If it wasn’t what I thought I would do, it was still something quite momentous. I counted up the circles in the drone pictures and there were 79. That means that in two hours, at least 79 people came and doodled. No wonder it was … busy.
I’ve never felt so tired in my life.
The hardest thing about social art is that you can only learn by doing it WITH people, and I’m so eternally grateful to you all for letting me learn on you.
Berni: You’re part of Parklife now.
With a thousand thanks to Art Work Exeter, Parklife (and Berni in particular), St Michael’s Primary Academy, Emily and Sarah and all those who took part. The social art commission is introduced here.
I pledged to spend at least ten minutes a day of February 2025 in Higher Cemetery, Heavitree. It’s a place of wonder for me and, having recently completed a year-long project, I wanted to immerse myself in freedom, experimentation and playfulness, unshackled by goals or outcomes.
3 On my run, there and back. Green Woodpecker. Celandine. Searching for the Witch Hazel – soon it’ll be in flower and then I’ll find it. It’s there somewhere but I can’t remember where. Walking along next to the graves of sleeping children. Winter-Rose, born sleeping just this last October. Sun on my skin. Gathering pieces to make a fascinator.
To begin with, it seemed that a new avenue opened up every day. I’d thought I might draw some of the trees; Nature Doodle; chart the arrival of Spring; make cord, ink, weavings … and I did. I did all of these things, fleedingly, as though greeting old friends, one after the other. The glory of permission to embrace my fickle attention span.
15 With G, across to Polsoe Bridge, and back again afterwards. In by the Yews, out down the wall by the Ashes. – Can you not talk to me cos I’m going to play with my imaginary friends? ………………………….. – Is the Cemetery your special place? – Yes, I think so. Where’s your special place? – The Donkey Sanctuary. ………………………….. – Are these graves new? – Newish. They’re war graves. – But the war graves are on the other side. – Yes, that’s true. Now I wonder. We’ll have to find out.

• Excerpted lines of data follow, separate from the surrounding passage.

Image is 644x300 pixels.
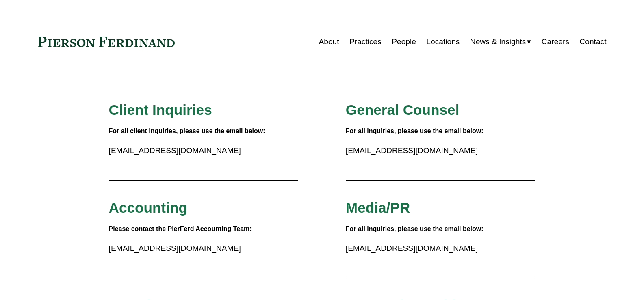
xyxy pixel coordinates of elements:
[470,34,531,49] a: folder dropdown
[426,34,460,49] a: Locations
[346,200,410,216] span: Media/PR
[392,34,416,49] a: People
[346,146,478,154] a: [EMAIL_ADDRESS][DOMAIN_NAME]
[346,244,478,252] a: [EMAIL_ADDRESS][DOMAIN_NAME]
[109,102,212,118] span: Client Inquiries
[109,244,241,252] a: [EMAIL_ADDRESS][DOMAIN_NAME]
[580,34,606,49] a: Contact
[346,102,460,118] span: General Counsel
[346,225,483,232] strong: For all inquiries, please use the email below:
[109,146,241,154] a: [EMAIL_ADDRESS][DOMAIN_NAME]
[470,35,526,49] span: News & Insights
[349,34,382,49] a: Practices
[318,34,339,49] a: About
[109,127,265,134] strong: For all client inquiries, please use the email below:
[109,225,252,232] strong: Please contact the PierFerd Accounting Team:
[109,200,188,216] span: Accounting
[542,34,569,49] a: Careers
[346,127,483,134] strong: For all inquiries, please use the email below:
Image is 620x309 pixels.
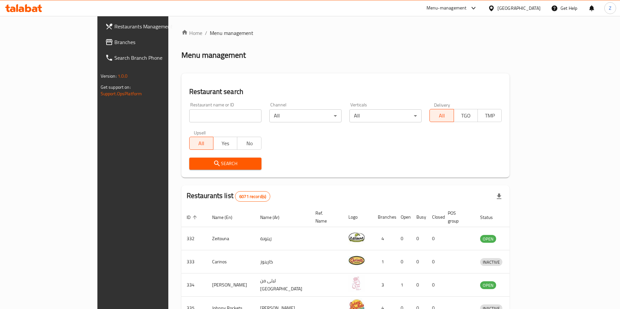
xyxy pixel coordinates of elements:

Actually, what really opened up for me, was relationships. As a daily practice, I couldn’t often manage much time in the Cemetery alone. But with either of my children, I could pass hours. G and I told a story, wrote a song. A and I discovered a forgotten tale, a heartbreaking tragedy.
9 A broken grave in the rubble mountain. Archaeologists with sticks and Cyrpess brush. “In memory of George Youldon who fell asleep in Jesus Oct … 1981” Their tragedy unfolding beneath our fingertips “Also of Mary Ann who died Oct … 1891. Children of Samuel and Mary Ann Youlden” Slowly emerging shock; lump in my throat; time offering distance. Archaeology revealing a story, A mystery to be uncovered. “Aged 4 years. Aged 2 years … months” Why? WHY?

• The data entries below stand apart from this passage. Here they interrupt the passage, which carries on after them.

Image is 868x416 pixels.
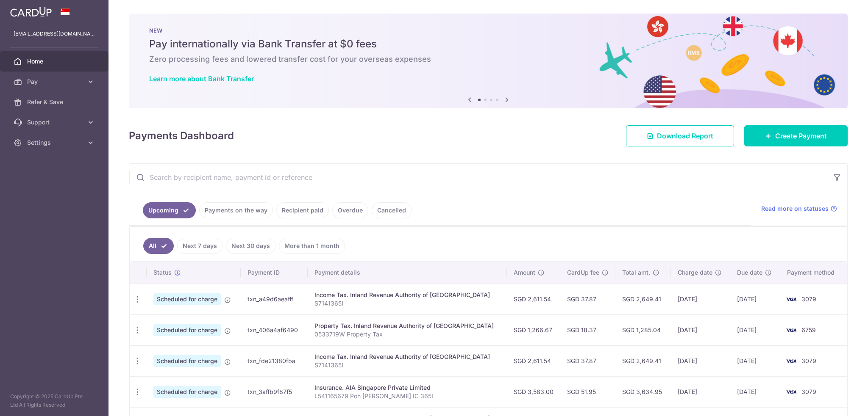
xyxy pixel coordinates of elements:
[657,131,713,141] span: Download Report
[626,126,734,147] a: Download Report
[308,261,506,284] th: Payment details
[670,315,730,346] td: [DATE]
[240,346,308,377] td: txn_fde21380fba
[279,238,345,254] a: More than 1 month
[153,386,220,398] span: Scheduled for charge
[149,55,827,65] h6: Zero processing fees and lowered transfer cost for your overseas expenses
[782,387,800,397] img: Bank Card
[802,327,815,334] span: 6759
[615,315,670,346] td: SGD 1,285.04
[143,238,174,254] a: All
[128,14,847,108] img: Bank transfer banner
[199,202,273,218] a: Payments on the way
[153,355,220,367] span: Scheduled for charge
[615,377,670,408] td: SGD 3,634.95
[506,377,560,408] td: SGD 3,583.00
[560,315,615,346] td: SGD 18.37
[177,238,222,254] a: Next 7 days
[802,296,816,303] span: 3079
[372,202,412,218] a: Cancelled
[780,261,846,284] th: Payment method
[615,346,670,377] td: SGD 2,649.41
[10,6,52,17] img: CardUp
[314,383,500,392] div: Insurance. AIA Singapore Private Limited
[276,202,329,218] a: Recipient paid
[622,269,650,277] span: Total amt.
[560,346,615,377] td: SGD 37.87
[226,238,275,254] a: Next 30 days
[153,269,171,277] span: Status
[14,30,95,38] p: [EMAIL_ADDRESS][DOMAIN_NAME]
[782,294,800,304] img: Bank Card
[615,284,670,315] td: SGD 2,649.41
[149,27,827,34] p: NEW
[27,138,83,147] span: Settings
[314,322,500,330] div: Property Tax. Inland Revenue Authority of [GEOGRAPHIC_DATA]
[567,269,599,277] span: CardUp fee
[314,330,500,339] p: 0533719W Property Tax
[737,269,762,277] span: Due date
[560,284,615,315] td: SGD 37.87
[240,315,308,346] td: txn_406a4af6490
[27,97,83,107] span: Refer & Save
[678,269,712,277] span: Charge date
[332,202,368,218] a: Overdue
[128,128,234,144] h4: Payments Dashboard
[730,315,780,346] td: [DATE]
[730,284,780,315] td: [DATE]
[782,356,800,366] img: Bank Card
[27,77,83,86] span: Pay
[744,126,847,147] a: Create Payment
[514,269,536,277] span: Amount
[802,358,816,365] span: 3079
[782,325,800,335] img: Bank Card
[560,377,615,408] td: SGD 51.95
[143,202,196,218] a: Upcoming
[149,75,254,83] a: Learn more about Bank Transfer
[761,205,828,213] span: Read more on statuses
[670,284,730,315] td: [DATE]
[27,118,83,127] span: Support
[153,324,220,336] span: Scheduled for charge
[153,293,220,305] span: Scheduled for charge
[240,284,308,315] td: txn_a49d6aeafff
[129,164,827,191] input: Search by recipient name, payment id or reference
[761,205,837,213] a: Read more on statuses
[775,131,827,141] span: Create Payment
[506,284,560,315] td: SGD 2,611.54
[240,377,308,408] td: txn_3affb9f87f5
[506,315,560,346] td: SGD 1,266.67
[314,352,500,361] div: Income Tax. Inland Revenue Authority of [GEOGRAPHIC_DATA]
[314,291,500,299] div: Income Tax. Inland Revenue Authority of [GEOGRAPHIC_DATA]
[802,389,816,395] span: 3079
[670,377,730,408] td: [DATE]
[670,346,730,377] td: [DATE]
[506,346,560,377] td: SGD 2,611.54
[27,57,83,66] span: Home
[240,261,308,284] th: Payment ID
[730,377,780,408] td: [DATE]
[314,361,500,370] p: S7141365I
[314,392,500,401] p: L541165679 Poh [PERSON_NAME] IC 365I
[314,299,500,308] p: S7141365I
[149,37,827,51] h5: Pay internationally via Bank Transfer at $0 fees
[730,346,780,377] td: [DATE]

I wondered about the Lady in the Lodge; I talked to strangers, sought answers to questions from friends and neighbours who each know the Cemetery in a different way. Brought a Creative Nature Bimble here. I came at dawn, at dusk, in the dark – looked at the stars. And ultimately pulled Frankie into a deep and mesmerising search for the story of the Youlgen children, whose gravestone A and I uncovered in the early days.
16 10 minutes in the dark, drawing the trees
And the entire project was everything I thought it might be, and more, and yet it was only a beginning …

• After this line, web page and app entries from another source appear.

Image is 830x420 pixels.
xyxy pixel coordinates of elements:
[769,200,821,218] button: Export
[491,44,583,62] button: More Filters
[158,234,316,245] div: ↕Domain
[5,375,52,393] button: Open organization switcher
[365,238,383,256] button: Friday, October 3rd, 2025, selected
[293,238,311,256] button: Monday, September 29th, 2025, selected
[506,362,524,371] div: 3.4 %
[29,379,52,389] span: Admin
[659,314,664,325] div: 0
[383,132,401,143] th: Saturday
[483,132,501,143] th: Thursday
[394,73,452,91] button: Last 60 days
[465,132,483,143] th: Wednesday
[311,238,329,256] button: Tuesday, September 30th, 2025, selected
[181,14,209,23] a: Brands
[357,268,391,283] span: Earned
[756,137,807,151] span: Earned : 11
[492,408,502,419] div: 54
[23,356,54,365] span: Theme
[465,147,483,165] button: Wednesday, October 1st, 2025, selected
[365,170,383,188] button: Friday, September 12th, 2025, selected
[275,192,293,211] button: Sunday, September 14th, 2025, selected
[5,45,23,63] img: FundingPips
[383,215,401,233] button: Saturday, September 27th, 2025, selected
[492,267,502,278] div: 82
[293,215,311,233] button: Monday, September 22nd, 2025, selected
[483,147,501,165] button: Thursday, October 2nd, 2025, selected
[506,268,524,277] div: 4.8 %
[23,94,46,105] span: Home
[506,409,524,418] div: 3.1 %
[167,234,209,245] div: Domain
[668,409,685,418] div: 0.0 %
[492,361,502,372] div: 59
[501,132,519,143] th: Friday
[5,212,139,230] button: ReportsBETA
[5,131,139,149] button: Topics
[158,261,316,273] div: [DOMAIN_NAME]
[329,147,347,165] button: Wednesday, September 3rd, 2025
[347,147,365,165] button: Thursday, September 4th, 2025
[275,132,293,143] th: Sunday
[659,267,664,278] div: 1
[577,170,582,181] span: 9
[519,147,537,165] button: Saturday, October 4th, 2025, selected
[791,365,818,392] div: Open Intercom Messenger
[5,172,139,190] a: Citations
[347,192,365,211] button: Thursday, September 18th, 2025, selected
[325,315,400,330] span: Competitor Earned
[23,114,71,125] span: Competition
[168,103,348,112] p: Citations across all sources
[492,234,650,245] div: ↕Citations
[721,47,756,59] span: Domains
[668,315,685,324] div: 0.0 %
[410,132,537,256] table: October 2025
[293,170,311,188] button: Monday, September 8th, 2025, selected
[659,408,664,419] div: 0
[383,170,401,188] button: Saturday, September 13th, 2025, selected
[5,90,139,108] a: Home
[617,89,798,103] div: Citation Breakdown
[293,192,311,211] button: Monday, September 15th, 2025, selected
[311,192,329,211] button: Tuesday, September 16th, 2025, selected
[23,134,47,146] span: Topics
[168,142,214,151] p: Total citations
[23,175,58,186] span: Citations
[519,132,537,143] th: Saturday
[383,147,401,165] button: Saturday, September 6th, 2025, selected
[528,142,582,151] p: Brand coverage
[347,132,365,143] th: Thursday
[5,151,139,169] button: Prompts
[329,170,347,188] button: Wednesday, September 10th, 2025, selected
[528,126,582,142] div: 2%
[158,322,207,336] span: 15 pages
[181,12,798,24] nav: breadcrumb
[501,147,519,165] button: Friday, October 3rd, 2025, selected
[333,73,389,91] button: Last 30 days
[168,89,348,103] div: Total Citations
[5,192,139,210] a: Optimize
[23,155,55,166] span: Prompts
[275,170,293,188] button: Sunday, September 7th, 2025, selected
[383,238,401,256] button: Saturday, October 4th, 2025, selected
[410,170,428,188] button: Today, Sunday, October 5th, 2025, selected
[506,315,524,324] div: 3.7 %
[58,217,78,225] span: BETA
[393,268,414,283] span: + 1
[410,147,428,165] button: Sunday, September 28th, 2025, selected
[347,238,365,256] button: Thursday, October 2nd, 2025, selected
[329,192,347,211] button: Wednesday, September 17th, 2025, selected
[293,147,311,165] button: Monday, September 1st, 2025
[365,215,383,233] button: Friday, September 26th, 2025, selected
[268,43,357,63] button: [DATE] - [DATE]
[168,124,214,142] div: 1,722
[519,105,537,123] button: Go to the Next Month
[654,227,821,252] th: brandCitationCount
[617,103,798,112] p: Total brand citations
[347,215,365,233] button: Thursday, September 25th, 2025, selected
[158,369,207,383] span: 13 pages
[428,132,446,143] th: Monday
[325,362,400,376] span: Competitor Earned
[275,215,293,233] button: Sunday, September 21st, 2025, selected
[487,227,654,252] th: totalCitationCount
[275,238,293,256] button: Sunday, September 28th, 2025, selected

25 Morning run. Outbound – running: – A Green Woodpecker – Two men walking together, deep in conversation. I wish that wasn’t so unusual. – Catherine Rees, Councillor. I always recognise her AFTER I’ve said hello. Homebound – walking: – Stopped to photograph all the Silver Birches in the bottom corner. Looping round and round and round. The whole Cemetery is too much. For now. – We never mention Pigeons or Magpies, do we?
In Higher Cemetery is a personal project – an artist residency, if you like: an ongoing relationship to explore the wild, urban place around the corner from my home. You can’t put time frames on such a project but … I have given myself three years to begin with!